Page 68 of Stalk the Sky

At least she’d succeeded in keeping him from firing his gun.

With a roar, the dwarves surged forward. They were on the Mongavarians within seconds, swinging their hammers and taking them down.

Pip stayed where she was behind the pillar, her hands shaking on the gun so much that she couldn’t rack the slide back to put another round into the chamber.

Baragh halted next to her, carefully extracting the gun from her hands. “You did well.”

Pip swallowed and nodded, her legs and hands still trembling.

The crew leader, Yamrarlig, sauntered back toward her, his hammer resting on his shoulder.

Pip rested her head against the pillar behind her as she glanced up at him. “You arrived just in time.”

Yamrarlig patted the handle of his hammer. “The troll warriors had all the fun below, so we thought we’d see about fending off the attack up here. We took out a few of those pesky buggers on our way up here. Cleared the stairwell out.”
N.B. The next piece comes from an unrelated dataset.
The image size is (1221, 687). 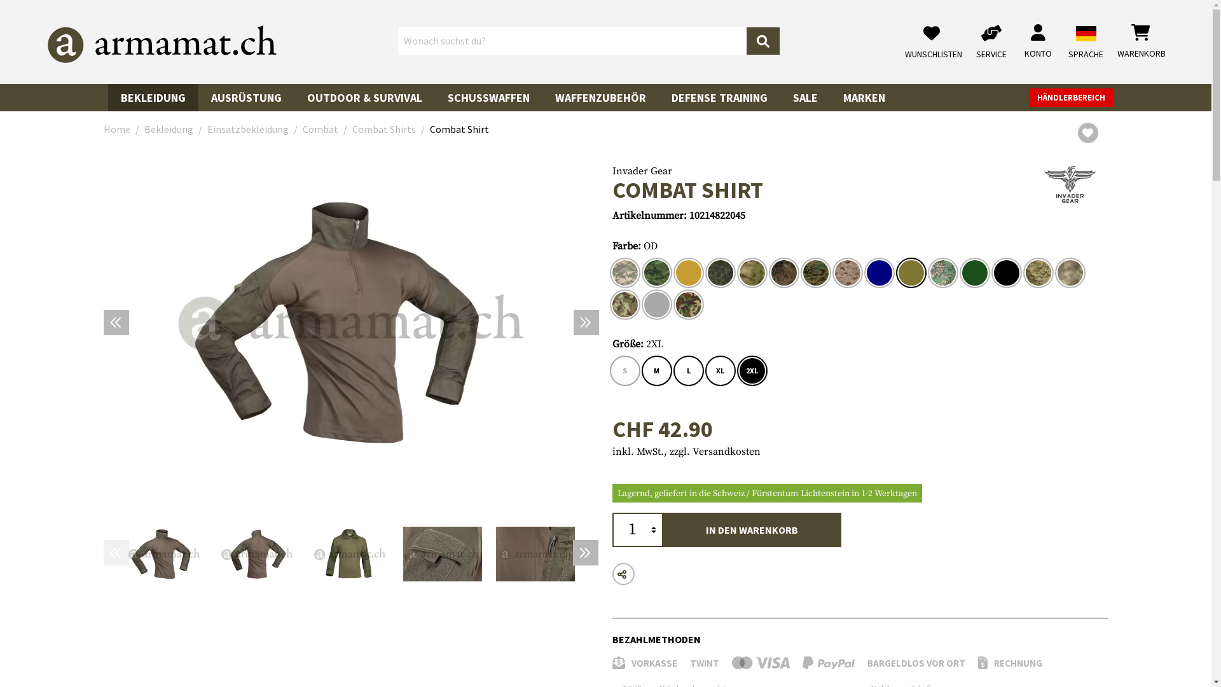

Good. Then Pip didn’t have to worry about the Mongavarians who had gotten past them in the initial chaos.

As Pip straightened, a huge thump shuddered the stone beneath their feet. Another whistling sound filled the air a moment before something slammed into the dirt of the airfield just outside the hangar’s mouth.

“What was that?” Pip braced herself against the pillar. Those hadn’t been explosions like the bombs the airships had dropped on Fort Linder and Bridgetown.
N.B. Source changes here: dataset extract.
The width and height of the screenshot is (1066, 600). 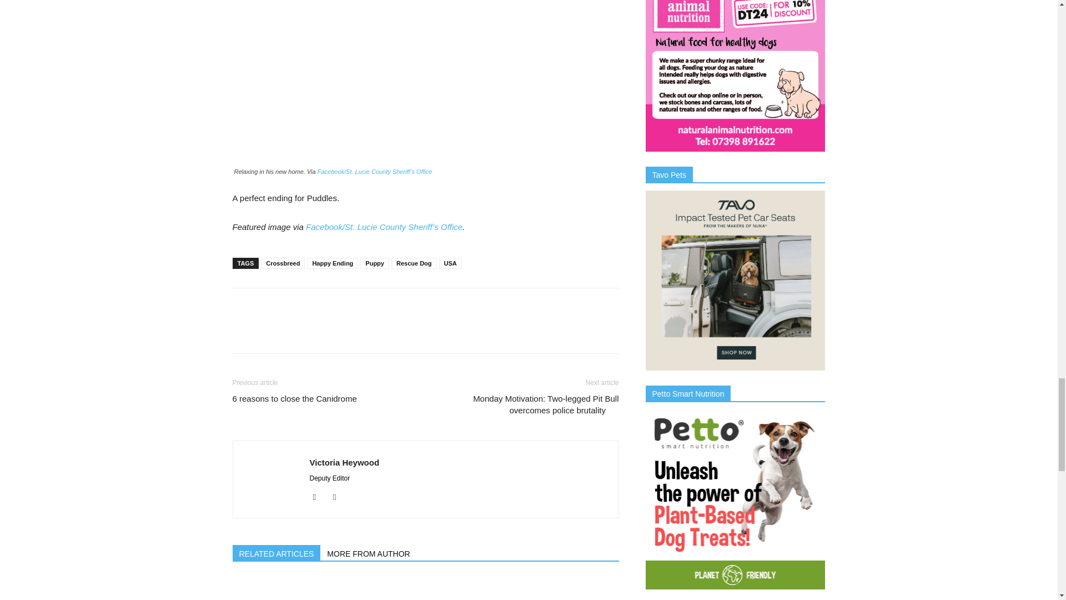 What do you see at coordinates (319, 497) in the screenshot?
I see `Facebook` at bounding box center [319, 497].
Baragh’s brow furrowed as he moved toward the hangar mouth. “Those were shells from the big guns of a battleship. Some of the Mongavarian ships must have broken through.”

With a range of nearly fifteen miles, the Mongavarians wouldn’t have to get far into the ice floes to shell Dar Goranth.

Calling up her magic again, Pip jogged for the mouth of the hangar, circling around where the dwarves were securing the Mongavarian soldiers with great alacrity. At the opening, she halted.

Some of the fog had burned off. Flashes, smoke, and gouts of flames marked the furious naval battle at the edge of the ice floes. The main Mongavarian fleet didn’t seem to have moved as far into the ice floes as the leaders had hoped. But a contingent of Mongavarian ships had fought their way through and now ranged several miles out with their guns facing the harbor.

Above the ships, several airships with the blue and white stripes of Mongavaria headed in their direction as well.

Pip clenched her fists, her heart pounding.

Whatever the battle plan, it had gone horribly wrong somewhere. Dar Goranth would soon be under heavy bombardment, and Fieran wasn’t here to stop it.

As Fieran bore down on another airship, the sun broke through the clouds, burning away some of the fog below.

Ships arrayed on the ocean below, blasting away at each other. Even as he watched, another ship listed to the side before rolling over and heading for the bottom.

More ships seemed to be dueling farther out. Fieran couldn’t get a good look between the lingering fog and the smoke and the airships all around, but it appeared the flank of the Mongavarian battle line had intercepted Battlegroup Hammer, preventing them from pinching the Mongavarians between them as planned.

He had no more time for gawking at the rest of the battle. The airship’s gunners opened fire on him, though they were simply wasting their bullets. Fieran’s magic ate the bullets before they got anywhere close to him.

A swarm of Mongavarian aeroplanes dove around the nearest airship, bearing down on Fieran.

“I got the one on the left!” Stickyfingers was already letting loose a burst of gunfire even as he and Holleran swooped in from the left.

“The ones on the right are ours.” Pretty Face and Lije roared from somewhere above Fieran.

Fieran tried to ignore the other aerial battles going on around him. He tucked his aeroplane close to the airship so that no one would dart in between before he let his magic rage. It burned through his veins, licking over the airship, consuming the canvas, melting the metal.

With a groan, the metal ramp collapsed, falling through the air balloons and tearing apart what was left of the dirigible. The airship’s wreckage plunged from the sky, trailing black, acrid smoke.

Even as that airship fell, two more Mongavarian airships converged on Fieran, their machine guns blasting away as they flew one above the other.

Fieran headed straight for the lower airship, his magic dancing over his aeroplane’s wings and before his eyes. When he was nearly upon the airship, he shoved the rudder, pulling hard on the stick. His aeroplane banked hard, the force pressing his rear end hard into the barely padded seat.

Straining to hold the stick with one hand, he held out the other and unleashed his magic. Bolts of blue magic burned through the canvas and the air balloons.